The bill makes it easier for veterans, military families, and people with disabilities to obtain paid election-work positions and lets jurisdictions prioritize those groups to strengthen staffing, while raising legal risks, administrative burdens, and the possibility that some local applicants will lose out on short-term jobs.
State and local election offices can prioritize experienced or committed groups (e.g., veterans, military families, people with disabilities) when staffing elections, helping ensure more reliable, better-staffed election operations.
Veterans and people with disabilities gain increased access to paid election-worker jobs through formal hiring preferences, boosting employment opportunities and civic participation for those groups.
Nonresident military spouses and dependents cannot be denied election-work hiring solely for lacking local residence, preserving job access for military families who move frequently.
Jurisdictions that adopt hiring preferences could face lawsuits alleging unlawful discrimination, creating legal risk, costs, and potential disruptions to election administration.
Formal hiring preferences for veterans, military families, or people with disabilities may reduce paid election opportunities for some local applicants, shifting who benefits from limited short-term jobs.
Broadly defining disability for hiring preferences could increase administrative burdens and ADA-related accommodation costs for jurisdictions that must recruit, hire, and support workers with disabilities.
Based on analysis of 2 sections of legislative text.
Authorizes state and local jurisdictions to give hiring preferences to veterans, people with disabilities, and certain nonresident military spouses/dependents for election-worker positions.
Official title: To clarify that a State or local jurisdiction may give preference to individuals who are veterans or individuals with a disability with respect to hiring election workers to administer an election in the State or local jurisdiction, and for other purposes.

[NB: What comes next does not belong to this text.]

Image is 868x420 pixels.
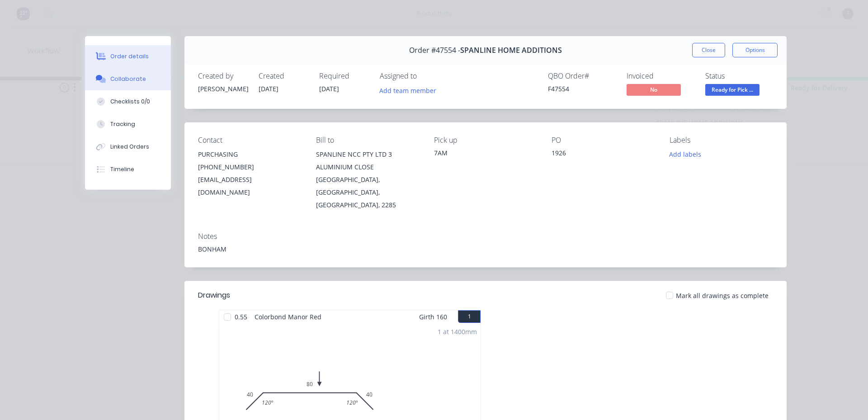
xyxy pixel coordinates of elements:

Introduced October 10, 2025 by Gabe Evans · Last progress October 10, 2025
Allows state and local election officials to give hiring preferences to veterans and to people with disabilities when hiring election workers, and permits preference for certain nonresident military spouses or dependents while prohibiting denial of hire solely because they don’t live in the jurisdiction. Defines “individual with a disability” using the familiar substantial-limitation standard and ties the nonresident military spouse/dependent definition to the absent uniformed services voter cross-reference in federal law.